Summary
- NHS England has issued a cyber alert for CVE-2026-44963 in Veeam Backup & Replication.
- Veeam says the issue affects version 12 builds before 12.3.2.4854 and does not affect version 13.x builds.
- Backup servers are high-value resilience infrastructure, particularly in ransomware recovery and disaster response.
NHS England has issued a cyber alert for a critical vulnerability in Veeam Backup & Replication that could allow authenticated attackers to execute remote code on affected backup servers.
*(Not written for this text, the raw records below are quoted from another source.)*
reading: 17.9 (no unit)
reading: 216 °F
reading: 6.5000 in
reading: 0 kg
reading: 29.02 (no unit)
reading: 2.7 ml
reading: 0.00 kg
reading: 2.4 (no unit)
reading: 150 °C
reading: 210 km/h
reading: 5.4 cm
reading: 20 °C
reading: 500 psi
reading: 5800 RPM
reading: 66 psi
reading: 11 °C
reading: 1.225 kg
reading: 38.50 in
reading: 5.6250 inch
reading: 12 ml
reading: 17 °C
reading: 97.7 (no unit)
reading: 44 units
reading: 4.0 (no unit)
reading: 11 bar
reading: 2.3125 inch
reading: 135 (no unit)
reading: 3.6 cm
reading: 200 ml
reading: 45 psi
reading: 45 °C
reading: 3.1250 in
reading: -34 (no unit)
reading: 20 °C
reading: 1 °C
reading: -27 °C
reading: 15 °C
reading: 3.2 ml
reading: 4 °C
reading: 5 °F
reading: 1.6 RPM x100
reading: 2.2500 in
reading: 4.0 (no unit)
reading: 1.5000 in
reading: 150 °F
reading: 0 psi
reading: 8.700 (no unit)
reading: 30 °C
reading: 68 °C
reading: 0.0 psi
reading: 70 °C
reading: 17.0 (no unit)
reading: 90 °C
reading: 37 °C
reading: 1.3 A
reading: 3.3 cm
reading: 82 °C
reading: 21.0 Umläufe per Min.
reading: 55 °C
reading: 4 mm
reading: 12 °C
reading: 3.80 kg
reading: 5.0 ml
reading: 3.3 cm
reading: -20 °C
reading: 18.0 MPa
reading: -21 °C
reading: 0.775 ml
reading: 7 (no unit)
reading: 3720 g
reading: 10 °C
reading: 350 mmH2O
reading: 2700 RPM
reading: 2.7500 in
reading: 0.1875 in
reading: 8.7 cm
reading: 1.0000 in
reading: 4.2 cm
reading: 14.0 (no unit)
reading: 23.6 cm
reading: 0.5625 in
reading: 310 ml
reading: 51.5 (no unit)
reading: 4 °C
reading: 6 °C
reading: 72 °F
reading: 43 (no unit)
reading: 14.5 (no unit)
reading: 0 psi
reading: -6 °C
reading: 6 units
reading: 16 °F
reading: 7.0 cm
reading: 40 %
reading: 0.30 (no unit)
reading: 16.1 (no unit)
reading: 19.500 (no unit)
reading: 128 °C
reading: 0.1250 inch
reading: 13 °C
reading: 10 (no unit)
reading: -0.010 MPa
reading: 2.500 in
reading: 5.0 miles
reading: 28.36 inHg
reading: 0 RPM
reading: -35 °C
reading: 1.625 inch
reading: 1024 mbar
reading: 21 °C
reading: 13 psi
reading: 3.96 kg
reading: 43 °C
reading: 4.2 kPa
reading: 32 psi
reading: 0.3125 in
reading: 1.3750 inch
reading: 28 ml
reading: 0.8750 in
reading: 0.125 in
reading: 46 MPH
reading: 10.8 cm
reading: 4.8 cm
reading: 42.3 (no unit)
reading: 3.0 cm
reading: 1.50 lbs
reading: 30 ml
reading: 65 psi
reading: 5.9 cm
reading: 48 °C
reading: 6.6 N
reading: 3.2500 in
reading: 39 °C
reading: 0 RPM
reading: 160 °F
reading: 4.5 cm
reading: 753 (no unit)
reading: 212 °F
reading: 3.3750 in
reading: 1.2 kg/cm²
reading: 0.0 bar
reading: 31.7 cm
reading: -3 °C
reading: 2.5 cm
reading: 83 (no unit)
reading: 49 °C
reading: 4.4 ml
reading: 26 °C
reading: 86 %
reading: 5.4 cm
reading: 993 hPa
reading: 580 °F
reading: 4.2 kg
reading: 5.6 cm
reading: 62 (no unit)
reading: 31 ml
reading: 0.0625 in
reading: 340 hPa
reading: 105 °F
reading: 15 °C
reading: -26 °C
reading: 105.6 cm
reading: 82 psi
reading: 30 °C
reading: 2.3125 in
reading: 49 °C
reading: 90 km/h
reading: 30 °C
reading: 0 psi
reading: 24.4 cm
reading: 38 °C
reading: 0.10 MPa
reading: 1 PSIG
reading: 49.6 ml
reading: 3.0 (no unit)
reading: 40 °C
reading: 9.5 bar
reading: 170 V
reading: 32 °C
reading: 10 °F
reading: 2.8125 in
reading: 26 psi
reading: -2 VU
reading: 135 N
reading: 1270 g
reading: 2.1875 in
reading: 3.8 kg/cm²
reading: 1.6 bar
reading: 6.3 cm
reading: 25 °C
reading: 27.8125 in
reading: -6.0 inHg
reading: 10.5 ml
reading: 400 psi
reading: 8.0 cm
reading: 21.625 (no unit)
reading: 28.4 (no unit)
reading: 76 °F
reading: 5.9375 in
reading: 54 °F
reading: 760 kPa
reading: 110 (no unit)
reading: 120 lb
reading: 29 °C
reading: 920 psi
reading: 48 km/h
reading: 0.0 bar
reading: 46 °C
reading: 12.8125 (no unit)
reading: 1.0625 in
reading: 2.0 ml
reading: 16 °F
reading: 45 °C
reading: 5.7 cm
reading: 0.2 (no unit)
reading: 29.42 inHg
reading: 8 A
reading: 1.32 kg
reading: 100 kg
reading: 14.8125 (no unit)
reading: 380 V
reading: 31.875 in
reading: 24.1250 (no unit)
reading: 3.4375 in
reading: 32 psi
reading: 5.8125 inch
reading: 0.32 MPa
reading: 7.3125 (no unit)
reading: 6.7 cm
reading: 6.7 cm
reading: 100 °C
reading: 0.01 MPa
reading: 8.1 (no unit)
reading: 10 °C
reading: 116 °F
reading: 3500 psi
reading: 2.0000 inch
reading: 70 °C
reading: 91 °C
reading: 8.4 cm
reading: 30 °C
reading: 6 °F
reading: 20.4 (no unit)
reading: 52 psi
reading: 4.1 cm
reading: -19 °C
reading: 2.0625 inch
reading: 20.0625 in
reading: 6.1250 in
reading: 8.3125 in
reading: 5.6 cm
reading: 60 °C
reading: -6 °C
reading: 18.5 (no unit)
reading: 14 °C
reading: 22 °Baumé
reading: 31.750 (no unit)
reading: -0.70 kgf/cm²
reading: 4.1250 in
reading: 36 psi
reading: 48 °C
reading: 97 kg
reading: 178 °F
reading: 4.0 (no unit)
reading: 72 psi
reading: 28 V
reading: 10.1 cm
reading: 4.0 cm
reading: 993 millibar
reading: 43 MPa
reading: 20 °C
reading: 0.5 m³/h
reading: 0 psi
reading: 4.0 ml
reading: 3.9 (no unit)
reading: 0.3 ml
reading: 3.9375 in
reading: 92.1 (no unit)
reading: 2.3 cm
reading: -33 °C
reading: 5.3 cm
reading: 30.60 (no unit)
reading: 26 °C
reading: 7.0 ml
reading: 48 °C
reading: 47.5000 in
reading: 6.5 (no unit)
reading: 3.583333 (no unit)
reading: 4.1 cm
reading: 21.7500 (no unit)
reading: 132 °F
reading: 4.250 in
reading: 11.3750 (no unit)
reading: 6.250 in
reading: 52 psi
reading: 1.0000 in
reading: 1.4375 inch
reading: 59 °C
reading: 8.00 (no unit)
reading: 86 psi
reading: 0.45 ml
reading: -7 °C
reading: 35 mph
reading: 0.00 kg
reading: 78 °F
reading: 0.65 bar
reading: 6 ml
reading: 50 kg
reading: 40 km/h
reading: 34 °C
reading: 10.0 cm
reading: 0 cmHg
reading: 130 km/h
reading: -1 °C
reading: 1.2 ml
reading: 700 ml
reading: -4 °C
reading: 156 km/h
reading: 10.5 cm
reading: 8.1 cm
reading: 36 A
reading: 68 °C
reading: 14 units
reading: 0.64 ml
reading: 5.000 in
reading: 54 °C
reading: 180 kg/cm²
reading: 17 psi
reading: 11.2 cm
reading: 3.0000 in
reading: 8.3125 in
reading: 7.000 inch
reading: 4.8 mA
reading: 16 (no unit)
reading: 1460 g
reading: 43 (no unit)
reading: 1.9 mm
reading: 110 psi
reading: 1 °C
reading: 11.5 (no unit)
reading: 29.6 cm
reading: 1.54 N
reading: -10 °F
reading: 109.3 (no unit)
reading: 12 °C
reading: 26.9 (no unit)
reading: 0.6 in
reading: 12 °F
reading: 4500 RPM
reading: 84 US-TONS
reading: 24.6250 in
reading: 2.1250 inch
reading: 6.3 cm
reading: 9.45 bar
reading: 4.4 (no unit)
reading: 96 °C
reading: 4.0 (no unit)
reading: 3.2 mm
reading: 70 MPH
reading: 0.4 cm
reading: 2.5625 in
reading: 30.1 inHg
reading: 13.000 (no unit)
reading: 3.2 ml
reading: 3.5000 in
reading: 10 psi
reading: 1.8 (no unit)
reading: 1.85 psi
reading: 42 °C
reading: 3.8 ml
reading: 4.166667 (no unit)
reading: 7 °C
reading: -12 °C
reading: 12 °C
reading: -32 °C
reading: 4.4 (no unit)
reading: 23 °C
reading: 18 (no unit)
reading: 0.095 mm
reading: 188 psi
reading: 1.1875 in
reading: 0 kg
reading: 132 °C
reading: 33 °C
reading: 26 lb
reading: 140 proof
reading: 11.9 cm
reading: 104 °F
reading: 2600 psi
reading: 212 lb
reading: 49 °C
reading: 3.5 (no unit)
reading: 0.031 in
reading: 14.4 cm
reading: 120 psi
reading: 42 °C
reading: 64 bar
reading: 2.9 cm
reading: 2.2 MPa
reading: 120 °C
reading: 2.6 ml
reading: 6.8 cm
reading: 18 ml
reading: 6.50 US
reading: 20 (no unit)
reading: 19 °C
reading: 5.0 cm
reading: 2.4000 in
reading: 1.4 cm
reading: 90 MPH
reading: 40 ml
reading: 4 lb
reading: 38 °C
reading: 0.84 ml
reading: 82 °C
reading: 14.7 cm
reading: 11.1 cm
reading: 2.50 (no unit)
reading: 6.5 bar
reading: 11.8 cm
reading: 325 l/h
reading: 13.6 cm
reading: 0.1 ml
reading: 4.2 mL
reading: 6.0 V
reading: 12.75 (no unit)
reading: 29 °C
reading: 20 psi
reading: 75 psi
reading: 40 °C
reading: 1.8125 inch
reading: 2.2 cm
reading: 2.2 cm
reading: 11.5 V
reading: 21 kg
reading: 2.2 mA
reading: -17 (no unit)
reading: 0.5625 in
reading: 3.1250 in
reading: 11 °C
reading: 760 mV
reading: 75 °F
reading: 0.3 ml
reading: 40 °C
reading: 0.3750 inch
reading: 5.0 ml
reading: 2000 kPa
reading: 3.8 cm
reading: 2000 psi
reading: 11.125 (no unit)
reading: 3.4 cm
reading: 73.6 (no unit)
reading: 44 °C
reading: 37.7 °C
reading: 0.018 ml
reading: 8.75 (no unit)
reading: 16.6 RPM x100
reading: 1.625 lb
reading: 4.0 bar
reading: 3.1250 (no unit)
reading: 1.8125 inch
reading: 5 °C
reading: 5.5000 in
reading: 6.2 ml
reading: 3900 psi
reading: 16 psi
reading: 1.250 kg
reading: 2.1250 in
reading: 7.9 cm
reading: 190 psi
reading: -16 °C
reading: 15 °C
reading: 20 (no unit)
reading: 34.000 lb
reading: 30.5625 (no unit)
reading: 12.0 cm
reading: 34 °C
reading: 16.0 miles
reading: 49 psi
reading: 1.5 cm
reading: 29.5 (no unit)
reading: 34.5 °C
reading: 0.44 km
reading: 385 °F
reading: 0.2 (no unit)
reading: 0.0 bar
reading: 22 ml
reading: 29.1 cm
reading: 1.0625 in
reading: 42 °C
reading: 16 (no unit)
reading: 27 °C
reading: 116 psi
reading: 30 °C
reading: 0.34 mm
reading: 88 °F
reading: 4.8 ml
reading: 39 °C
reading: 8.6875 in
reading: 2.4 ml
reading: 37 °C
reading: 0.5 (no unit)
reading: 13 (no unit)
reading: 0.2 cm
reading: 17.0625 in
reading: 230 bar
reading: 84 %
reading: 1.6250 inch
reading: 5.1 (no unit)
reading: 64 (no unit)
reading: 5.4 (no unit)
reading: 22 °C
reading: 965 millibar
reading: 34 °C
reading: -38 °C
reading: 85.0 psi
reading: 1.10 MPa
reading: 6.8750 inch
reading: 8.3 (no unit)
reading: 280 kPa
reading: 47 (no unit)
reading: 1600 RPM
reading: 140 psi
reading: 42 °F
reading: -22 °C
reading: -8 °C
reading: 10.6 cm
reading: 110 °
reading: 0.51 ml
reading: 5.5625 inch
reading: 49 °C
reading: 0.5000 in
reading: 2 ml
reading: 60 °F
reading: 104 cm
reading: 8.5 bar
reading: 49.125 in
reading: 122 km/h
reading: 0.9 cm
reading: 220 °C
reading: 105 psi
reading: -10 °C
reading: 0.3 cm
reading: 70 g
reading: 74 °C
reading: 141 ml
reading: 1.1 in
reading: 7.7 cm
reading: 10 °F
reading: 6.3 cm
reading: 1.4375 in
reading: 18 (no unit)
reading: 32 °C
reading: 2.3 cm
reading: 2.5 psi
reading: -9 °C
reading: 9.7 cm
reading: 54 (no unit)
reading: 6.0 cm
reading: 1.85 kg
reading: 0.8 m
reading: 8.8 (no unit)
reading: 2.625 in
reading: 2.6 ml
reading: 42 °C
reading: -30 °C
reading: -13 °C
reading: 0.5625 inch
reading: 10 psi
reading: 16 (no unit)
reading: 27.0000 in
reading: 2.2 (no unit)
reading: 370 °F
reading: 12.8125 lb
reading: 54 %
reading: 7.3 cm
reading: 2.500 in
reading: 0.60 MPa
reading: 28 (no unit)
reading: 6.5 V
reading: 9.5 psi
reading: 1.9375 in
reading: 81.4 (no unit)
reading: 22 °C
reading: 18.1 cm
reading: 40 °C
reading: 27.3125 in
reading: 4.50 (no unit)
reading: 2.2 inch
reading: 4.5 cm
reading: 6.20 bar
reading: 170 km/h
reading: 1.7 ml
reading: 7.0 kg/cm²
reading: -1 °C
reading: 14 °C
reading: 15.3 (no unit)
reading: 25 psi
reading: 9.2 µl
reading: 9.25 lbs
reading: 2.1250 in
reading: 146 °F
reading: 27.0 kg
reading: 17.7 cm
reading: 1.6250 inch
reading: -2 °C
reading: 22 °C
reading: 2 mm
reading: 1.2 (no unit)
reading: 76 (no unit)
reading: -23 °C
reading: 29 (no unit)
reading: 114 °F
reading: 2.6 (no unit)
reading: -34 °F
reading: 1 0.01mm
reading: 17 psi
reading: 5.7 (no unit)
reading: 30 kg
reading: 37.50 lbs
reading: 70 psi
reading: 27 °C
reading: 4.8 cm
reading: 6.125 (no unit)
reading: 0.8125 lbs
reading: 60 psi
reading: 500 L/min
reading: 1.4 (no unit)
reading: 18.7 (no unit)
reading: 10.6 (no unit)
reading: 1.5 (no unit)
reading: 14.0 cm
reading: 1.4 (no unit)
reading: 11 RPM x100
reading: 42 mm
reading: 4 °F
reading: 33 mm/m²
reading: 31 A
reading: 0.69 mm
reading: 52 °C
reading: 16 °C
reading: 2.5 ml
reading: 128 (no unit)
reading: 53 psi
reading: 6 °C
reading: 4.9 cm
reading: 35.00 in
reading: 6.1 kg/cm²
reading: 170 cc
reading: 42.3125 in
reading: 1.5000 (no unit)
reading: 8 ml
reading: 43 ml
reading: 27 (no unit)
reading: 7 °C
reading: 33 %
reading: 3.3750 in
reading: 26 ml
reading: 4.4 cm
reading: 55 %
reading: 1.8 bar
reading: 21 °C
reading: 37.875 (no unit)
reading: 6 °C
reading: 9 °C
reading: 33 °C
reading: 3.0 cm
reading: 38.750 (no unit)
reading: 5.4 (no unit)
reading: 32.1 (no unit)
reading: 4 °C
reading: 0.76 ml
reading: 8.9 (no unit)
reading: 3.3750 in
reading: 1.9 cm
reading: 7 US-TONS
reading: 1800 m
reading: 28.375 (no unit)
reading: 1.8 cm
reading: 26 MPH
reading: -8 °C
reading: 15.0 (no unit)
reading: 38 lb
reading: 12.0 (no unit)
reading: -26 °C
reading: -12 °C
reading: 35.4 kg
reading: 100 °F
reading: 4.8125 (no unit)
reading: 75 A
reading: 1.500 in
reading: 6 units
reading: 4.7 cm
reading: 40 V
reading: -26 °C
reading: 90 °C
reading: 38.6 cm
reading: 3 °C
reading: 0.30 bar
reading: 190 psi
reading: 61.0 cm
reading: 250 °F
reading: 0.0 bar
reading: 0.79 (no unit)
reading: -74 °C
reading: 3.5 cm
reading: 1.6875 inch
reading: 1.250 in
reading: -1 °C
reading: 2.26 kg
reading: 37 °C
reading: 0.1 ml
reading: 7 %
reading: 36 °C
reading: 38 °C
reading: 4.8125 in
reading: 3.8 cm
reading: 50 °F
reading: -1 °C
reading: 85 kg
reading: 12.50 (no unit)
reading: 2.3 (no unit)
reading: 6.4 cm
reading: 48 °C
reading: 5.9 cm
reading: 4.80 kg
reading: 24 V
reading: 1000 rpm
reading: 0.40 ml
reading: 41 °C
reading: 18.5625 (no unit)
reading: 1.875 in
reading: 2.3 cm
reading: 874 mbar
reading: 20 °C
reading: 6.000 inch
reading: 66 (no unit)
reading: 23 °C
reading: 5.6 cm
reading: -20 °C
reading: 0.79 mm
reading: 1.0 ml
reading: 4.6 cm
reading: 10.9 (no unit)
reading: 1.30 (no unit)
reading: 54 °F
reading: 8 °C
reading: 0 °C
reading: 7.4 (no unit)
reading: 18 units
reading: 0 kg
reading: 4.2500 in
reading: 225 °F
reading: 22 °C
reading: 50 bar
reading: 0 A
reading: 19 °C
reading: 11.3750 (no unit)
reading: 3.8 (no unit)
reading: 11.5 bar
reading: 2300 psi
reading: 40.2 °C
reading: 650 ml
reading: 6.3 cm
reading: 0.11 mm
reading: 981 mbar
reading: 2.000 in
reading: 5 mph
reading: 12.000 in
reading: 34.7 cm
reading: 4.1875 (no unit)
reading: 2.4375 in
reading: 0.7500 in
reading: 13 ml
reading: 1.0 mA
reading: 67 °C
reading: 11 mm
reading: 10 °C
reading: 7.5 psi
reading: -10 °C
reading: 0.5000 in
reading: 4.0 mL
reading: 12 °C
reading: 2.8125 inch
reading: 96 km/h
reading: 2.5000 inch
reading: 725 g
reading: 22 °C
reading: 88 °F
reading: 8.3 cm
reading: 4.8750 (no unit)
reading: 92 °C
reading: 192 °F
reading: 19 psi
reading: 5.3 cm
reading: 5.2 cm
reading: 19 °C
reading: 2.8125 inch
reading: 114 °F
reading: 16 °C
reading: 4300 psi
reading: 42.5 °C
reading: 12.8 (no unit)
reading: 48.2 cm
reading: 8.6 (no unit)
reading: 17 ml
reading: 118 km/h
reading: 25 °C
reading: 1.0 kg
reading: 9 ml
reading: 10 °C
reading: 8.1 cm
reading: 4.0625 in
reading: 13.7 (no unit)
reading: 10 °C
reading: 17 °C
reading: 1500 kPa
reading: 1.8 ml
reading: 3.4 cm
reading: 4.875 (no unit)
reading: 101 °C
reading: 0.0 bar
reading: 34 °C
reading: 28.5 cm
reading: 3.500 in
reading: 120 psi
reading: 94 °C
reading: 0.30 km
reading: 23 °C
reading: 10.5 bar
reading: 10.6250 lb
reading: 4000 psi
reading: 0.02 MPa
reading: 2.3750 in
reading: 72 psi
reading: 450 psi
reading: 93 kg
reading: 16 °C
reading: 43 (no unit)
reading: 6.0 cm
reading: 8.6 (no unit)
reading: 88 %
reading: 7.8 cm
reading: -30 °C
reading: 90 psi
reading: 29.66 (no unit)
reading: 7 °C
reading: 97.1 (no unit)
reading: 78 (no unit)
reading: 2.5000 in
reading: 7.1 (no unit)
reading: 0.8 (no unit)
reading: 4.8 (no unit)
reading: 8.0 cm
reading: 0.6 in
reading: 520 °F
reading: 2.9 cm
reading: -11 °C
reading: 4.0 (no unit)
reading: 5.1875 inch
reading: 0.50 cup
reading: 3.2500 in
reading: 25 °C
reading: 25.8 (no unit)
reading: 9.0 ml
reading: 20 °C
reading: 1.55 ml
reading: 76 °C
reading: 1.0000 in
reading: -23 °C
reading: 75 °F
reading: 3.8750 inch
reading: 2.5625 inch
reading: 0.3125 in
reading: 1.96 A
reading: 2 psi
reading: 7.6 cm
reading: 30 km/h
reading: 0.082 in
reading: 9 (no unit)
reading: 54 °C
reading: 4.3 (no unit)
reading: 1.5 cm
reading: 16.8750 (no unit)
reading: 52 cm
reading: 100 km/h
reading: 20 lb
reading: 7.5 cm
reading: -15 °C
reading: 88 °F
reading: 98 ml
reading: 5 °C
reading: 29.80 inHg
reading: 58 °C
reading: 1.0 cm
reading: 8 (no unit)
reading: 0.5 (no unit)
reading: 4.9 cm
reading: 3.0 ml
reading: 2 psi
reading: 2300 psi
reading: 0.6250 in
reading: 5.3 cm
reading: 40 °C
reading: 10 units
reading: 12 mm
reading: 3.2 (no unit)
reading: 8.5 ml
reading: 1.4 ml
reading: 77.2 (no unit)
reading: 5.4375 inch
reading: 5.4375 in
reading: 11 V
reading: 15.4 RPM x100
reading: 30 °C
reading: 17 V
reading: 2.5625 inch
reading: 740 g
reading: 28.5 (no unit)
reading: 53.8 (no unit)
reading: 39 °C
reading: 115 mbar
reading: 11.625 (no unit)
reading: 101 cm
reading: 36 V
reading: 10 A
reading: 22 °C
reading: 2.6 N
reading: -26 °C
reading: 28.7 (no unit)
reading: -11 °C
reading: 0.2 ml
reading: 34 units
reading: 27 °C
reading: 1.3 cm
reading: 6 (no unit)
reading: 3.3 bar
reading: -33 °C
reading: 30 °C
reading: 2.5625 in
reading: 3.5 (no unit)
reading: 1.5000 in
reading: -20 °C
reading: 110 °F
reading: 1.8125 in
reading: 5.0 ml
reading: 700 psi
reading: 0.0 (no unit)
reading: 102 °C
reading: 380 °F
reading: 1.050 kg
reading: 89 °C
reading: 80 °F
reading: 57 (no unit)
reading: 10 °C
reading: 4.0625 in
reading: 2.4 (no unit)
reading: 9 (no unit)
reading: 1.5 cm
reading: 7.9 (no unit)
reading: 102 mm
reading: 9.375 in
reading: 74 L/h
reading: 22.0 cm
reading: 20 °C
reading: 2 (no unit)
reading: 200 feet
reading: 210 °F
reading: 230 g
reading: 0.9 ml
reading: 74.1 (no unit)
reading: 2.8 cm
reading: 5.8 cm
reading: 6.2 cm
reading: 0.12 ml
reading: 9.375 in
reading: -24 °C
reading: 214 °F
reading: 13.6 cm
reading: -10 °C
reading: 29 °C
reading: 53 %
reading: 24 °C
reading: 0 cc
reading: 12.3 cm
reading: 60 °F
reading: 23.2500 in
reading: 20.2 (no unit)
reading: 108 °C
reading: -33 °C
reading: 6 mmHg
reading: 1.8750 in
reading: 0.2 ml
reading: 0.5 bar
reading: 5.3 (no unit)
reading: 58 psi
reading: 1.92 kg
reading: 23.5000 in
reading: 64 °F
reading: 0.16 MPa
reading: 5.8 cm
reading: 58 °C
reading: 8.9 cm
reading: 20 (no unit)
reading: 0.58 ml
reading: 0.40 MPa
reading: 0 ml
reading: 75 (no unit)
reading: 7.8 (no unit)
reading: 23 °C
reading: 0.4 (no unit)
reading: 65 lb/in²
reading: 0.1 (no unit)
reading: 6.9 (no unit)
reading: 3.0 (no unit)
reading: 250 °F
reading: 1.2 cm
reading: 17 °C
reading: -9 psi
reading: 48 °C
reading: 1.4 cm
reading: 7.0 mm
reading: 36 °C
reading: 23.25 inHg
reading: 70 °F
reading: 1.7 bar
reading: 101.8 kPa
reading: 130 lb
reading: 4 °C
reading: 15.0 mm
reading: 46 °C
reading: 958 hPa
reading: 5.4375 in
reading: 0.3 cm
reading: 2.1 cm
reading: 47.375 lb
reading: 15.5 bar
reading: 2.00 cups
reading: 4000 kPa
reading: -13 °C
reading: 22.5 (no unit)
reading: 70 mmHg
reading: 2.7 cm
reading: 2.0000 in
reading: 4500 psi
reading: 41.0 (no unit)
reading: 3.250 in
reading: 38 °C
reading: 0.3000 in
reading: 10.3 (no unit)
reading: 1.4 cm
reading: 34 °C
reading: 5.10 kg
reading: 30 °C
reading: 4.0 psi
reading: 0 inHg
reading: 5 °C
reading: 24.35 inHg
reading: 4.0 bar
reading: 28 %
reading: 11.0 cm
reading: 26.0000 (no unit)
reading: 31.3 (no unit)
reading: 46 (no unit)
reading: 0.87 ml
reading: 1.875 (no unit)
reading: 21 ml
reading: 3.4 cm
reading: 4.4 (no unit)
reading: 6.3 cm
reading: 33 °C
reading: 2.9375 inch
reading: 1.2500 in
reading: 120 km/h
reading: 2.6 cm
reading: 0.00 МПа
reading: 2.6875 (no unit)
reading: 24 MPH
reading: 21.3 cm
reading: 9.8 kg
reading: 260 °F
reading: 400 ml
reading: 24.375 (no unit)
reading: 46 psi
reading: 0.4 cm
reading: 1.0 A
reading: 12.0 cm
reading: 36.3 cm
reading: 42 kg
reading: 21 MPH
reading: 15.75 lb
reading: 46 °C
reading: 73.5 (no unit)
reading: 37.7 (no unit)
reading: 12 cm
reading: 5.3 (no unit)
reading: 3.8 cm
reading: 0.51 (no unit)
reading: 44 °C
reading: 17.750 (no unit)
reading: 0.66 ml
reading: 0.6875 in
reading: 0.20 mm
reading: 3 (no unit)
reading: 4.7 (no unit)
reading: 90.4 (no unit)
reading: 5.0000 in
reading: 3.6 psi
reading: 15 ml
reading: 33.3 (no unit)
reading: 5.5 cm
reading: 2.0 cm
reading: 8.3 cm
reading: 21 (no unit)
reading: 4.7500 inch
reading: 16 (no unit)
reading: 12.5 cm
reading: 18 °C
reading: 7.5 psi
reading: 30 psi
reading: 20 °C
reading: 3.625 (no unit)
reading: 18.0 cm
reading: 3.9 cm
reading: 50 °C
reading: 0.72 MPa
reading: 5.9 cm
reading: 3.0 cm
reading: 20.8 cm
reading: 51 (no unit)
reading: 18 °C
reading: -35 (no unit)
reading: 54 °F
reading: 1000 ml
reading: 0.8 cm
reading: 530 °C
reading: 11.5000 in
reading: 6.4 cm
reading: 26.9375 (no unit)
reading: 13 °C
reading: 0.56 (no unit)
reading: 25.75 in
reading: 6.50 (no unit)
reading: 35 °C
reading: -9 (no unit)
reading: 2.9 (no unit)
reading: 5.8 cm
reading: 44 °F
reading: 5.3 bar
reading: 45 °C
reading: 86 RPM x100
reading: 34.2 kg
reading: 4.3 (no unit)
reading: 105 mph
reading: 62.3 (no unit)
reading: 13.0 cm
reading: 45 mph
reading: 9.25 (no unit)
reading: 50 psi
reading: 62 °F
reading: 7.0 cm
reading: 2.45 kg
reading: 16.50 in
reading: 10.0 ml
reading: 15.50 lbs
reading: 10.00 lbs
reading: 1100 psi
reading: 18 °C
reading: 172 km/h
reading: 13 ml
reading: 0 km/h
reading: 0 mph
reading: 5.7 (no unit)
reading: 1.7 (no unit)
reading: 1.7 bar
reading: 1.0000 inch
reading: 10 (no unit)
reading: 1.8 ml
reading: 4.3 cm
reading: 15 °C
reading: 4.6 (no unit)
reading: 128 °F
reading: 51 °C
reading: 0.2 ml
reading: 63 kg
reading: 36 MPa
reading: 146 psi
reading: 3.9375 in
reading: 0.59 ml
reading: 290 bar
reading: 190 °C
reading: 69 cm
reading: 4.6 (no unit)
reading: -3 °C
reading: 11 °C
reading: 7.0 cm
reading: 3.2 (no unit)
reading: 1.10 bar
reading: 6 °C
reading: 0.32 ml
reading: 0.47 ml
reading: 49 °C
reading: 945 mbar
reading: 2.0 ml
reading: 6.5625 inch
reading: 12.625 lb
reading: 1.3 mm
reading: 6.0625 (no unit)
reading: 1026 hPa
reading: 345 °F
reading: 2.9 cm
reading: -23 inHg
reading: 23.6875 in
The alert covers CVE-2026-44963, a remote code execution vulnerability with a CVSS v4 base score of 9.4. NHS England said successful exploitation could allow a remote authenticated attacker with domain user privileges to execute code on affected Veeam Backup & Replication servers. The affected versions are all builds before 12.3.2.4854, with end-of-life versions considered vulnerable. Version 13.x builds are not affected.
Veeam published its own advisory on 9 June, saying all vulnerabilities documented in the article were resolved in Veeam Backup & Replication 12.3.2.4854. The company said the issue affects domain-joined backup servers and warned that, once a vulnerability and patch are disclosed, attackers may attempt to reverse-engineer the patch to exploit unpatched deployments.
NHS England’s cyber alert urges affected organisations to review Veeam’s advisory and apply the relevant update as soon as possible. No active exploitation was confirmed in the NHS alert, but the affected product category gives the vulnerability operational weight beyond an ordinary patch cycle.
Backup servers sit inside the control layer that organisations rely on when incidents have already gone badly. They hold credentials, service permissions, infrastructure knowledge, retention policies, backup repositories, recovery jobs, and disaster recovery workflows. If compromised, they can undermine the same recovery capability that organisations expect to use after ransomware, destructive malware, insider abuse, or operational failure.
The domain-user requirement does not make the issue low risk. Many enterprise environments still have broad domain membership, legacy privilege patterns, and service accounts with more access than intended. An attacker that has already obtained a low-privilege domain foothold may view backup infrastructure as a route to higher-value systems, data repositories, or recovery suppression.
Healthcare and other regulated sectors have a narrower tolerance for that exposure. A ransomware incident that damages production systems is already serious. A ransomware incident that also compromises backup servers can extend downtime, weaken recovery confidence, and force organisations into slower, manual, or partial restoration. In healthcare, unavailable systems can affect care delivery, diagnostics, appointments, prescriptions, and operational coordination.
The advisory also reinforces the need to govern backup platforms as privileged infrastructure. They require access control, segmentation, monitoring, hardened authentication, tested recovery procedures, immutability where appropriate, and clear ownership. Patching is necessary, but it does not replace limiting who can reach backup management planes and how administrative actions are authorised.
Organisations using Veeam should verify exposed versions, identify domain-joined backup servers, prioritise the 12.3.2.4854 update, and review logs for unusual access or administrative activity. Unsupported versions should be treated as vulnerable and moved into a supported upgrade path.
The alert places recovery systems squarely inside the threat model. Backup infrastructure is often described as the last line of defence, which makes it a high-value target once an attacker has credentials and time inside a network.